In basic terms? Gone are the days of your grandmother’s 4-function digital calculator (like the one found on the NWEA MAP exams).
When a school director or district official speaks with vendors on the topic of digital assessment platforms, the first and most important question they will ask vendors is, “Does this assessment platform have everything that PARCC/Smarter Balanced does?” If the answer is no, schools will pass you by.
Building compatibility capabilities
Additionally, I see a second call to action for edtech companies--a call for technology-enhanced question compatibility amongst assessment vendors.
In the good ol’ days of pre-PARCC digital assessment, it was fairly easy to transfer question content from one tool/software to another. Item banks from publishers could be easily imported into just about any external assessment tools.

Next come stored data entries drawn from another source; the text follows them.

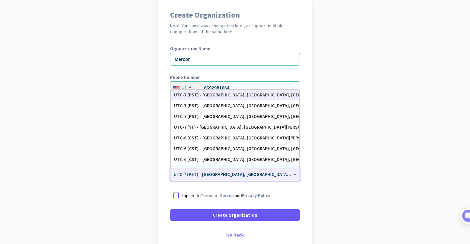 This screenshot has width=470, height=244. Describe the element at coordinates (184, 88) in the screenshot. I see `div: +1` at that location.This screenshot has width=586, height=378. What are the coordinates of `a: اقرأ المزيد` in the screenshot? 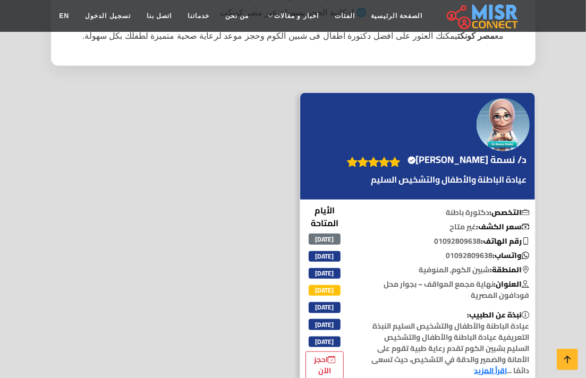 It's located at (491, 371).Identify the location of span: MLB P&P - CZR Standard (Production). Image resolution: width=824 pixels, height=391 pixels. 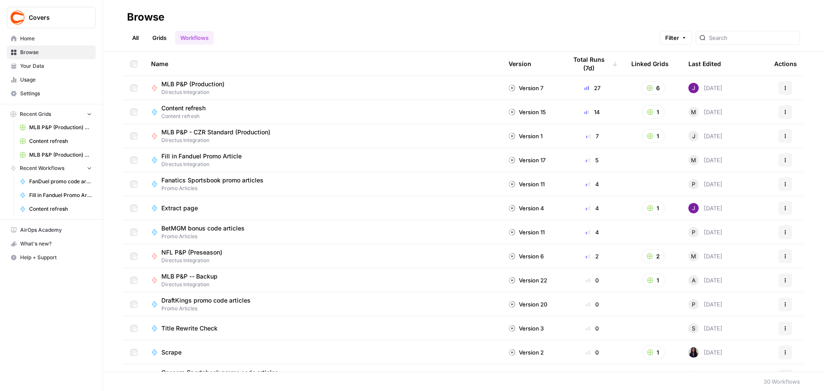
(216, 132).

Because of this content integration, school and district leaders could evaluate the assessment author independently from the assessment administration tool. We appreciated this at DSST--we could shop for the highest quality, most well-written assessment items, and then import them (after exporting into WebCT3 or Angel formats) into the test administration tool that best fits our needs.
But now, there’s a problem.
PARCC has taken a different direction with question types, so we no longer have a way for a vendor’s question content to be pulled into another vendor’s platform.
What this means is that for the time being, when schools, districts, and charter school organizations search for high quality, CCSS-aligned item banks from assessment authors, they will have to assess question content and assessment administration tools as a package deal. Unfortunately, this problem is accentuated by the fact that we often see companies commit their energy and resources to one or the other. The vendors with the highest quality, strongest rigor activities often don’t have the highest quality tool for creating assessments, administering them to students, and/or breaking down the resulting data.
So vendors, it’s up to you. One of the original goals behind the shift to Common Core was to enable national collaboration. Now, vendors have a unique and powerful opportunity to support this type of collaboration by through sharing and assessment interoperability. Who will be the first to accept this call to action? Only time will tell.
Further steps
Without question, the most important area that school and edtech industry leaders should be focusing on throughout the Common Core transition is meeting the intense instructional challenges of these new standards. But in my opinion, a strong part of that transition should relate to how we’re meeting the challenges of more rigorous and robust digital assessment on a daily basis.
Ultimately, my hope is that PARCC’s released items won’t go overlooked. They will raise the bar of expectations for digital assessment platforms across the country, and my plea to you is this: schools and vendors, prepare now to meet that bar.